Student Certification Assessment System Operations. The entire student certification assessment system is being delivered online using a platform developed by Internet Testing Systems. Internet Testing Systems (ITS) is an industry leading provider of customized solutions for online assessment programs, reliably delivering over four million assessments each year. ITS clients span the education, certification, healthcare, information technology and corporate sectors.

To complete project assessments, students upload work samples from planning and implementation phases of their projects and the final product (or a digital representation thereof), and write reflections explaining how the uploaded work demonstrates attainment of the targeted learning outcomes. At the end of each course in which a project is completed, teachers use a rubric, anchor examples, and scoring instructions created by WestEd to perform the summative assessment of students’ work. For each project, students are assessed on (1) evidence of content knowledge, (2) evidence of application of knowledge and skills, (3) awareness of own ability and performance in relation to learning objectives, and (4) evidence of teamwork and collaboration.

 End of course exams, created by WestEd in collaboration with curriculum developers, teachers and administrators, and industry representatives, are taken online in a proctored setting using a secure platform provided by Internet Testing Systems. Multiple choice items are automatically scored; constructed response items are hand scored online using scoring guidelines created by WestEd.

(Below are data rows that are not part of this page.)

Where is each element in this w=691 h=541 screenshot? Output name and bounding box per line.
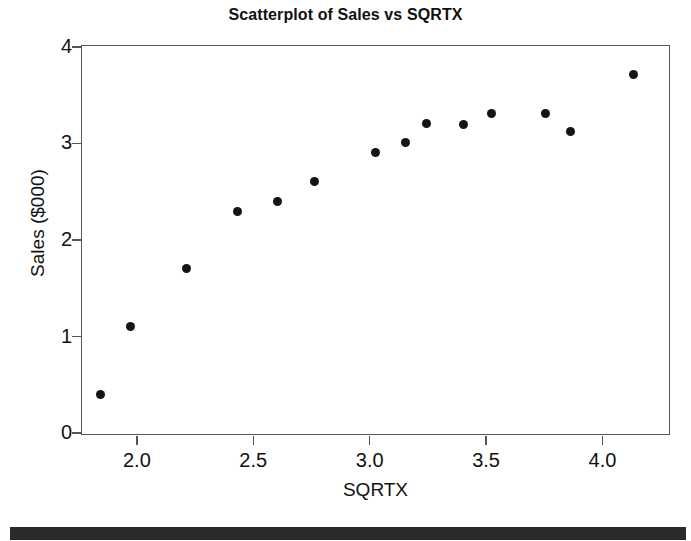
data-point xyxy=(566,127,575,136)
data-point xyxy=(459,120,468,129)
data-point xyxy=(371,148,380,157)
y-tick-label: 1 xyxy=(12,326,72,346)
x-tick-mark xyxy=(369,436,371,445)
data-point xyxy=(487,109,496,118)
data-point xyxy=(233,207,242,216)
data-point xyxy=(422,119,431,128)
x-tick-label: 2.5 xyxy=(213,450,293,470)
x-tick-mark xyxy=(602,436,604,445)
x-axis-label: SQRTX xyxy=(81,479,670,501)
footer-bar xyxy=(10,527,686,540)
y-tick-mark xyxy=(72,432,81,434)
data-point xyxy=(401,138,410,147)
data-point xyxy=(126,322,135,331)
data-point xyxy=(182,264,191,273)
y-tick-label: 0 xyxy=(12,422,72,442)
scatterplot-figure: Scatterplot of Sales vs SQRTX Sales ($00… xyxy=(0,0,691,541)
x-tick-mark xyxy=(253,436,255,445)
y-tick-mark xyxy=(72,143,81,145)
y-tick-label: 2 xyxy=(12,229,72,249)
data-point xyxy=(629,70,638,79)
y-tick-mark xyxy=(72,336,81,338)
y-tick-label: 3 xyxy=(12,132,72,152)
x-tick-label: 4.0 xyxy=(562,450,642,470)
x-tick-label: 3.5 xyxy=(446,450,526,470)
data-point xyxy=(541,109,550,118)
y-tick-mark xyxy=(72,239,81,241)
data-point xyxy=(96,390,105,399)
y-tick-label: 4 xyxy=(12,36,72,56)
chart-title: Scatterplot of Sales vs SQRTX xyxy=(0,6,691,24)
x-tick-mark xyxy=(485,436,487,445)
x-tick-mark xyxy=(136,436,138,445)
data-point xyxy=(273,197,282,206)
x-tick-label: 3.0 xyxy=(330,450,410,470)
x-tick-label: 2.0 xyxy=(97,450,177,470)
data-point xyxy=(310,177,319,186)
y-tick-mark xyxy=(72,46,81,48)
plot-area xyxy=(81,45,670,435)
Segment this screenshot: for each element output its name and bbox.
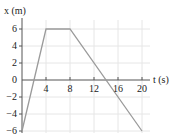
svg-text:4: 4 xyxy=(12,40,17,51)
svg-text:12: 12 xyxy=(89,83,99,94)
svg-text:4: 4 xyxy=(44,83,49,94)
svg-text:−6: −6 xyxy=(6,125,17,134)
svg-text:6: 6 xyxy=(12,23,17,34)
svg-text:2: 2 xyxy=(12,57,17,68)
x-axis-label: t (s) xyxy=(153,74,169,86)
svg-text:0: 0 xyxy=(12,74,17,85)
svg-text:−2: −2 xyxy=(6,91,17,102)
svg-text:20: 20 xyxy=(137,83,147,94)
y-tick-labels: 6 4 2 0 −2 −4 −6 xyxy=(6,23,17,134)
x-tick-labels: 4 8 12 16 20 xyxy=(44,83,148,94)
y-axis-label: x (m) xyxy=(4,5,26,17)
axes xyxy=(19,18,150,133)
svg-text:8: 8 xyxy=(68,83,73,94)
svg-text:16: 16 xyxy=(113,83,123,94)
svg-text:−4: −4 xyxy=(6,108,17,119)
position-time-chart: x (m) t (s) 6 4 2 0 −2 −4 −6 4 8 12 16 2… xyxy=(0,0,177,134)
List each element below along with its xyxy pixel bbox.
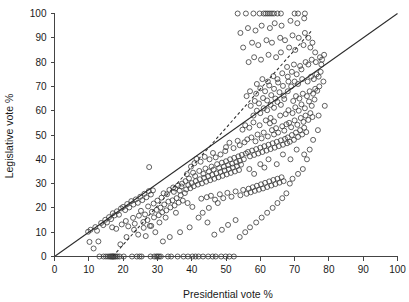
scatter-plot-figure: 0102030405060708090100 01020304050607080…: [0, 0, 409, 302]
data-point: [304, 130, 309, 135]
data-point: [301, 43, 306, 48]
data-point: [301, 119, 306, 124]
data-point: [265, 134, 270, 139]
data-point: [278, 50, 283, 55]
data-point: [141, 225, 146, 230]
data-point: [160, 239, 165, 244]
data-point: [249, 135, 254, 140]
data-point: [254, 81, 259, 86]
data-point: [291, 62, 296, 67]
x-tick-label: 90: [358, 264, 370, 275]
data-point: [200, 210, 205, 215]
data-point: [153, 230, 158, 235]
data-point: [248, 103, 253, 108]
data-point: [295, 21, 300, 26]
data-point: [241, 45, 246, 50]
data-point: [280, 71, 285, 76]
data-point: [272, 105, 277, 110]
y-axis-ticks: 0102030405060708090100: [30, 8, 55, 262]
data-point: [173, 210, 178, 215]
data-point: [259, 23, 264, 28]
data-point: [304, 157, 309, 162]
data-point: [283, 38, 288, 43]
x-tick-label: 50: [220, 264, 232, 275]
data-point: [310, 40, 315, 45]
data-point: [238, 193, 243, 198]
data-point: [167, 235, 172, 240]
data-point: [312, 97, 317, 102]
data-point: [313, 50, 318, 55]
data-point: [305, 79, 310, 84]
data-point: [143, 212, 148, 217]
x-tick-label: 100: [389, 264, 406, 275]
y-tick-label: 30: [35, 178, 47, 189]
data-point: [132, 221, 137, 226]
data-point: [242, 140, 247, 145]
data-point: [246, 60, 251, 65]
data-point: [292, 79, 297, 84]
data-point: [265, 98, 270, 103]
data-point: [225, 190, 230, 195]
data-point: [136, 213, 141, 218]
data-point: [237, 235, 242, 240]
x-tick-label: 10: [83, 264, 95, 275]
data-point: [207, 157, 212, 162]
data-point: [260, 77, 265, 82]
x-tick-label: 40: [186, 264, 198, 275]
data-point: [259, 215, 264, 220]
data-points-layer: [86, 11, 328, 259]
data-point: [151, 215, 156, 220]
y-tick-label: 100: [30, 8, 47, 19]
data-point: [265, 210, 270, 215]
data-point: [256, 101, 261, 106]
data-point: [157, 220, 162, 225]
data-point: [302, 106, 307, 111]
data-point: [318, 69, 323, 74]
data-point: [317, 84, 322, 89]
data-point: [186, 176, 191, 181]
data-point: [235, 11, 240, 16]
data-point: [256, 43, 261, 48]
data-point: [270, 205, 275, 210]
data-point: [183, 179, 188, 184]
data-point: [278, 11, 283, 16]
data-point: [251, 11, 256, 16]
identity-line: [55, 14, 398, 257]
data-point: [289, 69, 294, 74]
data-point: [300, 167, 305, 172]
y-tick-label: 10: [35, 227, 47, 238]
data-point: [267, 26, 272, 31]
data-point: [215, 201, 220, 206]
data-point: [118, 242, 123, 247]
data-point: [274, 162, 279, 167]
data-point: [284, 191, 289, 196]
data-point: [226, 222, 231, 227]
data-point: [202, 154, 207, 159]
x-tick-label: 0: [52, 264, 58, 275]
data-point: [219, 227, 224, 232]
data-point: [274, 55, 279, 60]
data-point: [289, 125, 294, 130]
data-point: [279, 23, 284, 28]
data-point: [291, 98, 296, 103]
data-point: [218, 152, 223, 157]
data-point: [285, 74, 290, 79]
data-point: [154, 207, 159, 212]
x-tick-label: 70: [289, 264, 301, 275]
data-point: [304, 94, 309, 99]
data-point: [297, 96, 302, 101]
data-point: [247, 125, 252, 130]
data-point: [276, 80, 281, 85]
data-point: [272, 21, 277, 26]
data-point: [126, 224, 131, 229]
data-point: [309, 103, 314, 108]
data-point: [258, 57, 263, 62]
data-point: [254, 220, 259, 225]
data-point: [147, 165, 152, 170]
data-point: [280, 152, 285, 157]
y-tick-label: 0: [41, 251, 47, 262]
data-point: [231, 146, 236, 151]
x-tick-label: 80: [323, 264, 335, 275]
data-point: [266, 52, 271, 57]
data-point: [310, 115, 315, 120]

Teachers are trained by WestEd and NAF to assess project work and score constructed response items from the end of course exams. Work-based learning supervisors receive orientation and training from academy personnel. Adherence to the scoring guidelines and inter-rater reliability will be constantly monitored through an audit process in which trained independent raters will re-assess/re-score a percentage of project work and constructed response items randomly selected from completed project assessments and exams.

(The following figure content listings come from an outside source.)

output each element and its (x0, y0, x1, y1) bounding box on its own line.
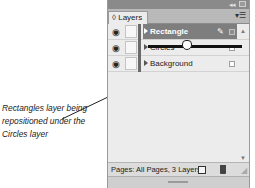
layer-list: ◉ Rectangle ✎ ◉ Circles ◉ Background (108, 24, 249, 72)
tab-layers[interactable]: ◊ Layers (108, 11, 148, 24)
pen-icon: ✎ (217, 27, 224, 36)
lock-toggle[interactable] (125, 25, 137, 38)
scroll-up-arrow-icon[interactable]: ▲ (240, 28, 246, 34)
lock-toggle[interactable] (125, 41, 137, 54)
panel-menu-icon[interactable]: ▾☰ (235, 12, 246, 20)
trash-icon[interactable] (220, 165, 226, 174)
resize-handle[interactable] (168, 181, 188, 183)
layer-name: Background (143, 56, 237, 71)
selection-indicator[interactable] (229, 61, 235, 67)
selection-indicator[interactable] (229, 29, 235, 35)
eye-icon[interactable]: ◉ (110, 27, 122, 37)
close-icon[interactable] (239, 1, 246, 7)
grab-hand-cursor-icon (182, 40, 192, 50)
expand-triangle-icon[interactable] (144, 28, 148, 34)
lock-toggle[interactable] (125, 57, 137, 70)
expand-triangle-icon[interactable] (144, 60, 148, 66)
layer-row-circles[interactable]: ◉ Circles (108, 40, 249, 56)
panel-footer: Pages: All Pages, 3 Layers ◢ (108, 162, 249, 177)
scroll-down-arrow-icon[interactable]: ▼ (240, 155, 246, 161)
layers-panel: ◂◂ ◊ Layers ▾☰ ◉ Rectangle ✎ ◉ Circles ◉ (107, 0, 250, 188)
status-text: Pages: All Pages, 3 Layers (111, 163, 201, 177)
layer-color-bar (138, 24, 141, 40)
panel-tab-row: ◊ Layers ▾☰ (108, 9, 249, 24)
layer-color-bar (138, 40, 141, 56)
drop-indicator-line (148, 45, 242, 48)
resize-grip-icon[interactable]: ◢ (241, 166, 247, 175)
eye-icon[interactable]: ◉ (110, 43, 122, 53)
new-layer-icon[interactable] (198, 166, 206, 174)
layer-row-background[interactable]: ◉ Background (108, 56, 249, 72)
eye-icon[interactable]: ◉ (110, 59, 122, 69)
panel-title-bar[interactable]: ◂◂ (108, 0, 249, 9)
double-arrow-icon[interactable]: ◂◂ (229, 0, 235, 9)
layer-row-rectangle[interactable]: ◉ Rectangle ✎ (108, 24, 249, 40)
panel-bottom-edge (108, 176, 249, 188)
layer-color-bar (138, 56, 141, 72)
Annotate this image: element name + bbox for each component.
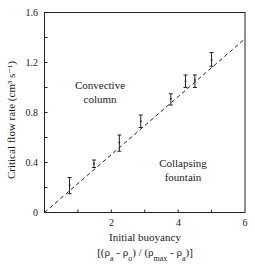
error-bar-point [68,178,72,194]
y-tick-label: 0 [33,207,38,218]
regime-boundary-line [45,39,246,213]
y-tick-label: 1.2 [26,57,39,68]
chart: 0 0.4 0.8 1.2 1.6 2 4 6 Critical flow ra… [0,0,255,269]
x-axis-subtitle: [(ρa - ρo) / (ρmax - ρa)] [97,246,193,263]
x-tick-label: 6 [243,217,248,228]
svg-text:column: column [84,93,117,105]
y-axis-title: Critical flow rate (cm³ s⁻¹) [5,61,18,179]
error-bar-point [92,160,96,168]
x-axis-tick-labels: 2 4 6 [109,217,248,228]
error-bar-point [169,94,173,105]
error-bar-point [184,75,188,88]
region-label-convective: Convective column [75,79,125,105]
error-bar-point [139,115,143,128]
error-bar-point [193,75,197,88]
svg-text:Collapsing: Collapsing [159,157,207,169]
y-tick-label: 1.6 [26,7,39,18]
x-axis-title: Initial buoyancy [109,231,181,243]
x-tick-label: 2 [109,217,114,228]
svg-text:Convective: Convective [75,79,125,91]
region-label-collapsing: Collapsing fountain [159,157,207,183]
y-axis-tick-labels: 0 0.4 0.8 1.2 1.6 [26,7,39,218]
error-bar-point [117,135,121,151]
x-tick-label: 4 [176,217,181,228]
y-tick-label: 0.8 [26,107,39,118]
error-bar-point [210,53,214,67]
y-tick-label: 0.4 [26,157,39,168]
svg-text:fountain: fountain [165,171,202,183]
plot-frame [45,13,246,213]
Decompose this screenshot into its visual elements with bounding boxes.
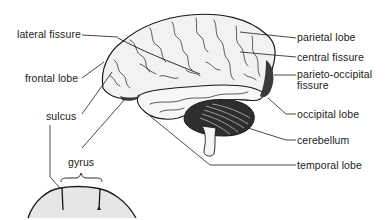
label-parietal-lobe: parietal lobe bbox=[297, 32, 356, 43]
brain-diagram: lateral fissure frontal lobe sulcus gyru… bbox=[0, 0, 387, 220]
label-temporal-lobe: temporal lobe bbox=[297, 160, 362, 171]
label-central-fissure: central fissure bbox=[297, 52, 364, 63]
gyrus-cross-section bbox=[28, 173, 136, 218]
label-gyrus: gyrus bbox=[68, 157, 94, 168]
label-frontal-lobe: frontal lobe bbox=[25, 73, 78, 84]
label-parieto-occipital-fissure-line2: fissure bbox=[297, 80, 329, 91]
cerebellum bbox=[184, 100, 254, 157]
label-sulcus: sulcus bbox=[46, 111, 76, 122]
cerebrum bbox=[102, 14, 275, 119]
label-occipital-lobe: occipital lobe bbox=[297, 109, 359, 120]
label-lateral-fissure: lateral fissure bbox=[17, 29, 81, 40]
label-cerebellum: cerebellum bbox=[297, 135, 349, 146]
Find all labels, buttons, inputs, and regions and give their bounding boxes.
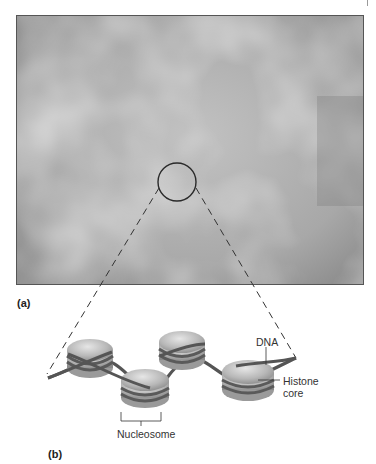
dna-strand-front-3 — [160, 344, 205, 356]
dna-strand-back — [48, 358, 296, 389]
dna-strand-front-1 — [48, 352, 112, 378]
panel-label-b: (b) — [48, 448, 62, 460]
dna-strand-front-2 — [68, 354, 150, 388]
nucleosome-4 — [222, 360, 274, 401]
page-edge-mark — [367, 0, 368, 6]
nucleosome-1 — [67, 339, 113, 378]
panel-label-a: (a) — [17, 297, 30, 309]
histone-label-line2: core — [283, 387, 303, 399]
dna-label: DNA — [256, 336, 278, 348]
histone-label-line1: Histone — [283, 375, 319, 387]
nucleosome-2 — [121, 369, 169, 408]
dna-strand-end — [236, 358, 296, 366]
nucleosome-label: Nucleosome — [117, 428, 175, 440]
nucleosome-bracket — [121, 412, 161, 421]
nucleosome-3 — [159, 331, 205, 370]
electron-micrograph — [16, 15, 364, 285]
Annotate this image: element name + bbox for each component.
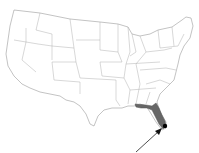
us-map bbox=[0, 0, 199, 153]
arrow-line bbox=[136, 131, 159, 152]
florida-highlight[interactable] bbox=[135, 103, 166, 129]
location-dot bbox=[163, 124, 167, 128]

Current Status.  As of June 2012, all course-based assessment components have been completed and have been piloted in the online platform. The work-based learning assessment (Supervisor Assessment of College and Career Readiness) is currently in its third and last iteration of field-testing. Pilot data will be analyzed and final revisions and refinements will be made this summer. The complete assessment system will be available for academies to begin using in the fall of 2012. It is anticipated that the first cohort of students to complete all components and earn the NAF certificate will be the class graduating in the spring of 2014.
Acknowledgements.The National Academy Foundation thanks its corporate and foundation partners for their support of this important work: Capital One Foundation, Citi Foundation, The Edna McConnell Clark Foundation, The James Irvine Foundation, KPMG Foundation, The McGraw-Hill Companies, The Moody’s Foundation, The Travelers Companies, Inc.
 

Tom Vander Ark

Tom Vander Ark is the CEO of Getting Smart. He has written or co-authored more than 50 books and papers including Getting Smart, Smart Cities, Smart Parents, Better Together, The Power of Place and Difference Making. He served as a public school superintendent and the first Executive Director of Education for the Bill & Melinda Gates Foundation.